Bandura, A. (2000). Exercise of Human Agency through Collective Efficacy. Current Directions in Psychological Science, 75-78.
Biesta, G., & Tedder, M. (2007). Agency and learning in the lifecourse: Towards an ecological perspective. Studies in the Education of Adults, 132-149.
Bourke, R. (2018). Self-assessment to incite learning in higher education: developing ontolotical awareness. Assessment & Evaluation in Higher Education, 43(5), 827-839.
Braun, V., & Clarke, V. (2006). Using thematic analysis in psychology. Qualitative Research in Psychology, 3(2), 77-101.
Burke, P. J., Bennett, A., Burgess, C., Gray, K., & Southgate, E. (2016). Capability, Belonging and Equity in Higher Education: Developing Inclusive Approaches. The University of Newcastle, Australia.
Damşa, C. I., Kirschner, P. A., Andriessen, J. E., Erkens, G., & Sins, P. H. (2010). Shared Epistemic Agency: An Empirical Study of an Emergent Construct. The Journal of the Learning Sciences, 19(2), 143-186.
Emirbayer, M., & Mische, A. (1998). What Is Agency? American Journal of Sociology, 962-1023.
Evans, K. (2007). Concepts of bounded agency in education, work, and the personal lives of young adults. International Journal of Pyschology, 85-93.
Kahn, P. E. (2014). Theorising student engagement in higher education. British Educational Research Journal, 1005-1018.

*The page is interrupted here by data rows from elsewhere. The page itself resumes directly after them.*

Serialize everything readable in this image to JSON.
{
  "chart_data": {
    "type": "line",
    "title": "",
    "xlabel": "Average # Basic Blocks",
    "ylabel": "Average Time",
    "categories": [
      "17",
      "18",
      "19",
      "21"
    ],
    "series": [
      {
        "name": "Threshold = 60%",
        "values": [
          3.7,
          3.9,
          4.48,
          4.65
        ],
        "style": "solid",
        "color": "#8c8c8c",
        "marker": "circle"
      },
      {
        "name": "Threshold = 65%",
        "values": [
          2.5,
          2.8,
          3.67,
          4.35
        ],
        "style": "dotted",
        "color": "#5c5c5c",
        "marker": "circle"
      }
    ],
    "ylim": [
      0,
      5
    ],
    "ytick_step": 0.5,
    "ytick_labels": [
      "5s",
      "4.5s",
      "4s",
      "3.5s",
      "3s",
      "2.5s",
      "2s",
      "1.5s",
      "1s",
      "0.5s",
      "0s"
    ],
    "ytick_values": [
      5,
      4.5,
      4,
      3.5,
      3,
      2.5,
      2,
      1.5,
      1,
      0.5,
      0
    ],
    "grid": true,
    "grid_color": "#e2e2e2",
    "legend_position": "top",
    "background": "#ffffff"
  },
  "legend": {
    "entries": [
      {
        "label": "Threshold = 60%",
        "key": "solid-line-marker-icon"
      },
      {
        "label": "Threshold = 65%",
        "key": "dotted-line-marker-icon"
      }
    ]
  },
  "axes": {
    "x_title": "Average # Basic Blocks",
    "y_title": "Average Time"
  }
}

Klemenčič, M. (2015). What is student agency? An ontological. In R. Klemenčič, M. Bergan, & S. Primožič, Student engagement (pp. 11-29). Strasbourg: Council of Europe.
Pitterson, N., Case, J., Agrawal, A., & Hasbun, I. (2018). Investigating the ways in which Student Agency develops through Engagement with Knowledge. IEEE Frontiers in Education (pp. 1-5). IEEE.
Shultz, M., Herbst, P., & Schleppegrell, M. (2019). The expression of agency by gradute teaching assistants and professors in relation to their professional obligations. Linguistics and Education, 52, 33-43.
Sutherland, L., & Markauskaite, L. (2012). Examining the role of authenticity in supporting the development of professional identity: an example from teacher education. Higher Education, 64(6), 747-766.
Tight, M. (2016). Phenomenography: the development and application of an innovative research design in higher education research. International Journal of Social Research Methodology, 19(3), 319-338.
Titus, S., & Roman, N. V. (2019). Predictors of student agency: the relationship between student agency, learning support and learning experiences in an interprofessional health science faculty. Journal of Interprofessional Care, 33(3), 308-312.
Trede, F., Macklin, R., & Bridges, D. (2012). Professional identity development: a review of the higher education literature. Studies in Higher Education, 37(3), 365-384.
Wimpenny, K., & Savin-Baden, M. (2013). Alienation, agency and authenticity: a synthesis of the literature on student engagement. Teaching in Higher Education, 311-326.